A River So Long by Vallie Lynn Watson
Veronica, the protagonist of Watson’s A River So Long, lives in a world of hotels. Her job takes her to Phoenix, Indianapolis, New Orleans, all over the country. Friends and lovers come and go, but Veronica ends up alone, standing in front of a window high over the city, trying to see light reflecting off the river. Wherever she travels, the presence of rivers remains constant. When water isn’t near, highways and traffic shimmer, become water-like, the river finding a way to reach her.
At the home she almost never visits in Arizona, her house falls apart around her estranged husband. The two haven’t had sex in years, her husband in and out of rehab, the two of them unable to decide if they want to stay together.

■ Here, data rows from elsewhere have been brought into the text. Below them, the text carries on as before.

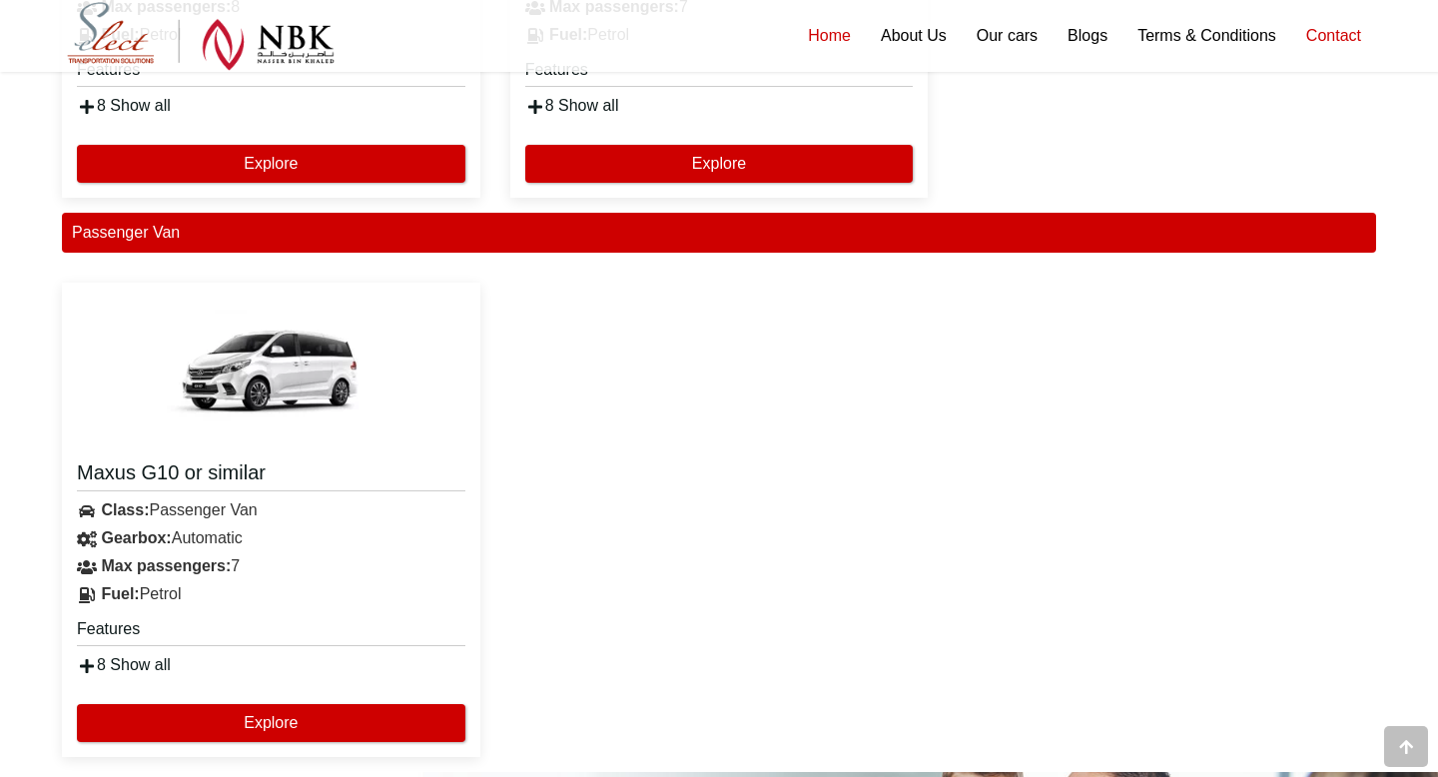 This screenshot has height=777, width=1438. Describe the element at coordinates (1406, 746) in the screenshot. I see `div: Go to top` at that location.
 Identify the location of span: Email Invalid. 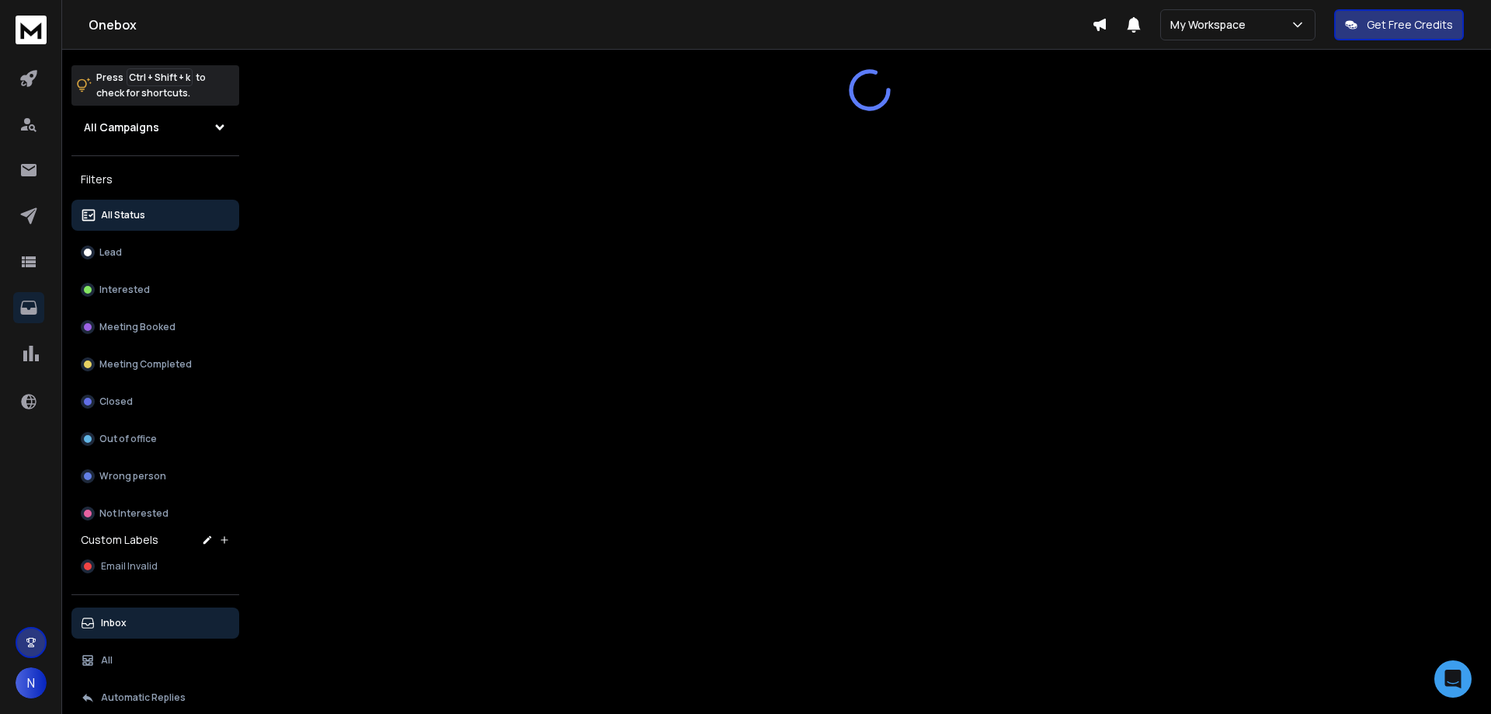
(129, 566).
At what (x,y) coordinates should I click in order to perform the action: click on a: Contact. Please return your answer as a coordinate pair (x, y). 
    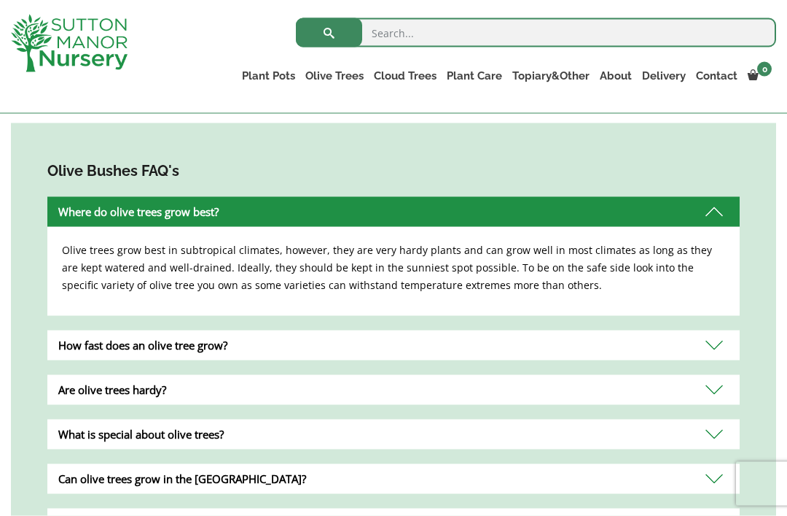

Veronica is a haunted woman. Her parents died when she was young, but more than this, she is haunted by the living. As a teenager, Veronica got high with a brother and sister and ended up sleeping with both. The sister, Maggie, accuses them of taking advantage of her. As Maggie becomes a celebrity, Veronica obsesses over her, watching her on television, reading about her in magazines, and visiting the sets where she’s filming, reliving her guilt over and over. She is also haunted by Dylan, her best friend from high school, the person she loves above all others, but also the person who wasn’t there for her when her parents died. Over the course of the novel, in fits and starts, the two attempt to reestablish their friendship and make sense of their history.
Veronica’s relationships are fragmented. In a single evening, she might share a drink with a friend, then leave and have a one night stand, then get out of bed in the night and meet someone else in the hotel lobby to talk. She has a little of everyone, all of no one.
In some sections of the novel, Watson breaks Veronica’s past into short lists: all her favorite cars, important foods, the clothes she’s packing. Each item has its own history, representing Veronica’s connections to the people she has known, all of it as tenuous and ephemeral as a dress ten years old or the memory of a mashed potato recipe she can never get right.
The novel has moments of breathtaking cruelty. When Veronica gets a call that her friend Beau has been in a car crash, she stands in front of the mirror and applies mascara, only half listening to the details. It is filled with strangeness: a house with sharply uneven floors, collections of wooden giraffes, entire malls for sale, and a dog with seven extra claws on the back of its feet. There are also moments of sweetness here: Dylan taking flowers from his father’s grave and putting them on Veronica’s parents’ stone, a celebrity teaching a young fan how to dance, people drowning in their own traumas who always make time for each other.
Through the story of Veronica’s disintegrating life, the novel moves like a featherweight, light and strong, jabbing at your psyche like Jean Rhys. The sentences are clean and surprising, the people sad and familiar. Watson’s novel will knock you on your ass.
Vallie Lynn Watson is the author of the novel A River So Long (Luminis Books, 2012). Her work has appeared in dozens of literary magazines such as PANK, decomP magazine, and Gargoyle. She is an editor at Blip Magazine, formerly Mississippi Review online. Watson received her doctorate at the Center for Writers, the University of Southern Mississippi, and teaches creative writing at Southeast Missouri State University. In her spare time she is earning a hot air ballooning license.
Micah Dean Hicks is an author of magical realism, modern fairy tales, and other kinds of magical stories. His work is published or forthcoming in over forty magazines, including Indiana Review, New Letters, and New Orleans Review. His short story collection, Electricity and Other Dreams, will be out from New American Press in summer 2013. He lives and teaches in Tallahassee, Florida.